- Machuca (2004) movie review: Set in 1973 Santiago, Andrés Wood’s mix of coming-of-age drama and sociopolitical commentary is a generally engrossing effort anchored on first-rate performances by a trio of young actors – Matías Quer, Manuela Martelli, and Ariel Mateluna – playing characters from different ranks of Chile’s stratified society.
Machuca movie review: Coming-of-age drama interweaves Chilean family life with country’s turbulent political realm
Set in Santiago around the time of the U.S.-backed military coup that deposed Chile’s popularly elected democratic socialist president Salvador Allende and imposed Augusto Pinochet’s long-lasting, far-right dictatorship, director and co-screenwriter Andrés Wood’s Machuca is a generally well-made and at times moving depiction of a difficult historical period as seen through the eyes of three pre-adolescents from different social classes.
Despite an excessive use of hip sounds from the early 1970s that tend to be more distracting than mood-enhancing, Wood does manage to capture the feel of Allende’s Chile, especially in the street scenes. Besides, he and fellow screenwriters Roberto Brodsky and Mamoun Hassan expertly convey the intricate but inexorable links connecting their fictional characters’ – and by extension, each living individual’s – personal and sociopolitical realms.
As a plus, Andrés Wood has a solid grip on his capable cast, eliciting several outstanding performances, particularly from the film’s three young leads: Freckle-faced, well-to-do white boy Matías Quer, whose life is dramatically changed after he discovers Chile’s “other side of the tracks”; his friend and romantic interest Manuela Martelli; and, in the title role as the school’s lower-class, ethnically mixed odd boy out, Ariel Mateluna.

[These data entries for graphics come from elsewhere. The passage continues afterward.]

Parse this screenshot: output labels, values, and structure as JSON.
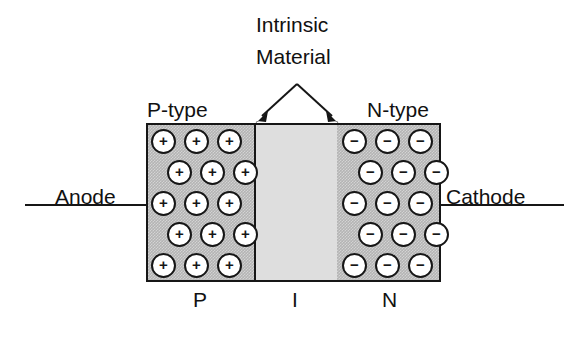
{
  "diagram": {
    "background_color": "#ffffff",
    "ink_color": "#161616",
    "doped_region_color": "#b4b4b4",
    "intrinsic_region_color": "#dedede"
  },
  "callout": {
    "line1": "Intrinsic",
    "line2": "Material",
    "arrow_target_left": "intrinsic region left edge",
    "arrow_target_right": "intrinsic region right edge"
  },
  "labels": {
    "p_type": "P-type",
    "n_type": "N-type",
    "anode": "Anode",
    "cathode": "Cathode"
  },
  "bottom_letters": {
    "p": "P",
    "i": "I",
    "n": "N"
  },
  "regions": [
    {
      "id": "p-region",
      "name": "P-type region",
      "letter": "P",
      "type_label": "P-type",
      "carrier_symbol": "+",
      "carrier_count": 15,
      "fill": "#b4b4b4"
    },
    {
      "id": "i-region",
      "name": "Intrinsic region",
      "letter": "I",
      "type_label": "Intrinsic Material",
      "carrier_symbol": "",
      "carrier_count": 0,
      "fill": "#dedede"
    },
    {
      "id": "n-region",
      "name": "N-type region",
      "letter": "N",
      "type_label": "N-type",
      "carrier_symbol": "−",
      "carrier_count": 15,
      "fill": "#b4b4b4"
    }
  ],
  "carriers": {
    "p_symbol": "+",
    "n_symbol": "−",
    "p_rows": [
      {
        "offset": 0,
        "count": 3
      },
      {
        "offset": 1,
        "count": 3
      },
      {
        "offset": 0,
        "count": 3
      },
      {
        "offset": 1,
        "count": 3
      },
      {
        "offset": 0,
        "count": 3
      }
    ],
    "n_rows": [
      {
        "offset": 0,
        "count": 3
      },
      {
        "offset": 1,
        "count": 3
      },
      {
        "offset": 0,
        "count": 3
      },
      {
        "offset": 1,
        "count": 3
      },
      {
        "offset": 0,
        "count": 3
      }
    ]
  },
  "terminals": [
    {
      "id": "anode",
      "label": "Anode",
      "side": "left"
    },
    {
      "id": "cathode",
      "label": "Cathode",
      "side": "right"
    }
  ]
}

Equally flawless is Aline Küppenheim as Quer’s youthful (and adulterous) mother.
Chile’s pro-military censorship
A noteworthy Machuca aside: At the 2004 edition of Los Angeles’ AFI FEST, Andrés Wood stated that Chilean law prohibited the negative portrayal of that country’s military on screen.
Even so, Wood added that no one had come after him because of Machuca, which presents the Chilean armed forces in an unflattering light.
As to be expected, some Chilean right-wingers have accused the filmmaker and his film of distorting history.
It should be noted that similar accusations were hurled against Costa-Gavras’ real-life-based, Oscar-nominated 1982 political thriller Missing, starring Jack Lemmon and Sissy Spacek as two Americans looking for their missing son/husband (John Shea) in the aftermath of the coup.
An estimated 4,000 people were murdered and 40,000 tortured during Pinochet’s bloodthirsty dictatorship, which finally came to an end in 1990.
Machuca (2004)
Director: Andrés Wood.
Screenplay: Andrés Wood, Roberto Brodsky, and Mamoun Hassan.
Consultant: Eliseo Altunaga.Cast: Matías Quer. Ariel Mateluna. Manuela Martelli. Aline Küppenheim. Ernesto Malbran. Tamara Acosta. Francisco Reyes. Alejandro Trejo. Federico Luppi.
“Machuca Movie (2004) Review” endnotes
Machuca was Chile’s submission for the 2005 Best Foreign Language Film Academy Award, but in spite of revolving around a young boy and his problems (see Children of Heaven, Kolya, The Thief, Life Is Beautiful, Central Station, etc.), it failed to land a nomination. The coming-of-age drama did, however, get shortlisted at the Spanish Academy’s Goya Awards and the Mexican Academy’s Ariel Awards in the Best Spanish-Language Foreign Film and Best Ibero-American Film categories, respectively.
Machuca movie reviewed at the AFI FEST (website).
Matías Quer Machuca movie image: Menemsha Entertainment.
“Machuca Movie: Personal + Political Realms Clash in Chilean Drama” last updated in September 2021.
1 comment
Boring movie. It’s like a socialism spot. Militia are bad-bad guys. Socialists and commies are white doves, martyrs of the dictatorship!